Richard Pasquarelli ’90 has exhibited his work in solo and group exhibitions in museums, galleries and art fairs throughout the United States and Europe. His work is represented globally in many public and private collections. His selected residencies and awards include The Cleveland Museum of Art/Print Club of Cleveland Annual Presentation Print commission for 2017, MASS MoCA, The Ragdale Foundation, The Bronx Museum of the Arts and multiple public installations for the city of New York.

Deborah Roberts G’14 is a mixed media artist whose work challenges the notion of ideal beauty. Her work has been exhibited internationally across the United States and Europe. Roberts’ pieces are included in the collections of the Whitney Museum of American Art, the Brooklyn Museum, The Studio Museum in Harlem and The Frances Young Tang Teaching Museum and Art Gallery in Saratoga Springs. Roberts is recipient of the Pollock-Krasner Foundation Grant (2016) and a Ginsburg-Klaus Award Fellowship (2014).

For information on upcoming virtual programs such as gallery talks with the curators of virtual exhibitions and close looking object sessions with museum staff examining artworks from the permanent collection, as well as additional virtual exhibitions and activities, visit and follow @SUArtMuseum on Instagram, Facebook and Twitter.

]]>
Syracuse University Art Galleries Now Known as Syracuse University Art Museum /blog/2020/05/29/syracuse-university-art-galleries-now-known-as-syracuse-university-art-museum/ Fri, 29 May 2020 15:29:58 +0000 /?p=154942 painting

“Grand Canal, Venice,” no date, by Franz-Richard Unterberger, part of Syracuse University’s permanent art collection.

The Syracuse University Art Galleries has changed its name to the Syracuse University Art Museum. In order to communicate to the public a clearer sense of its identity and to draw attention to its arts holdings, this name change from “galleries” to “museum” more accurately describes the institution’s mission and programs. The museum will also adopt a new logo and expand its digital platform.

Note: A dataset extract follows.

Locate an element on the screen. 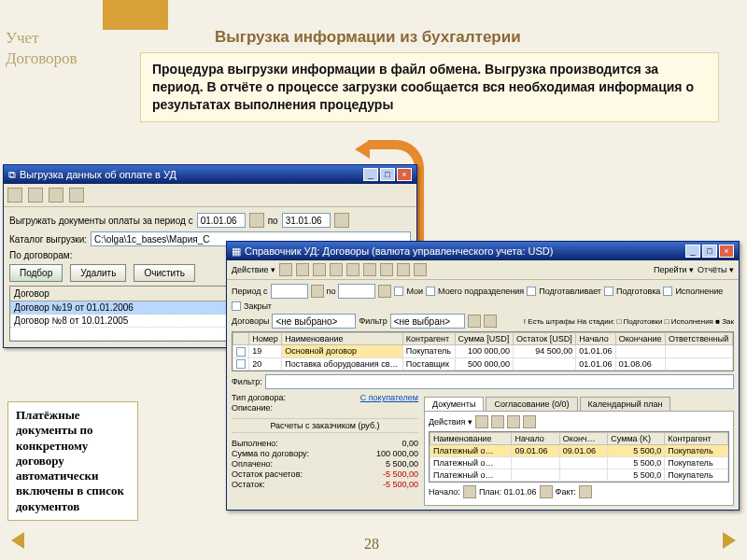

The dedicated museum staff serve as stewards of the University’s permanent art collection, which contains artworks from 3500 B.C.E. to present day, including important holdings from many areas and cultures of the world. These artworks are more than a group of cataloged objects; they are carefully preserved, curated, interpreted and exhibited for scholarship, education and art appreciation.

painting

“American Hi-Fi,” 1971, by Robert Cottingham,

With the permanent art collection as the core of the museum’s mission, the museum strives to be a place of rigorous interdisciplinary research, creative thinking and mindfulness, as well as an inclusive space that serves as a forum for a broad range of discussions that bring people together, uniting the wider community with students, faculty and staff. The museum promotes interdisciplinary scholarship and discussion through its robust schedule of exhibitions, public programming and class visits.

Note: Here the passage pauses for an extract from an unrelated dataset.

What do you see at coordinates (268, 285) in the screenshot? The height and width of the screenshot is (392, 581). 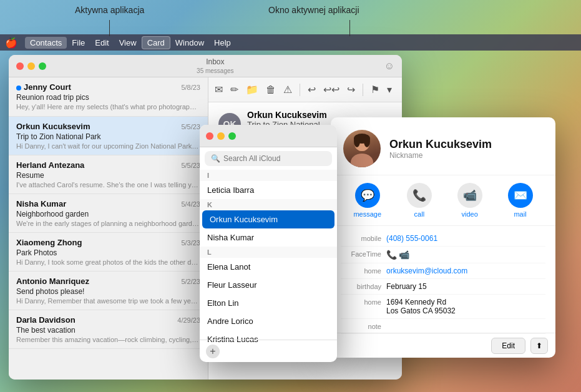 I see `contact-item: Fleur Lasseur` at bounding box center [268, 285].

An added benefit to this name change is that the museum and its collections will become more discoverable, particularly in virtual exhibitions, programs and online searches, with the upcoming launch of the new online searchable database using Museum System’s eMuseum software. This emphasis on emerging digital platforms is an integral advancement in the museum’s strategic plan to widen its audiences and accessibility both inside and outside of the museum walls.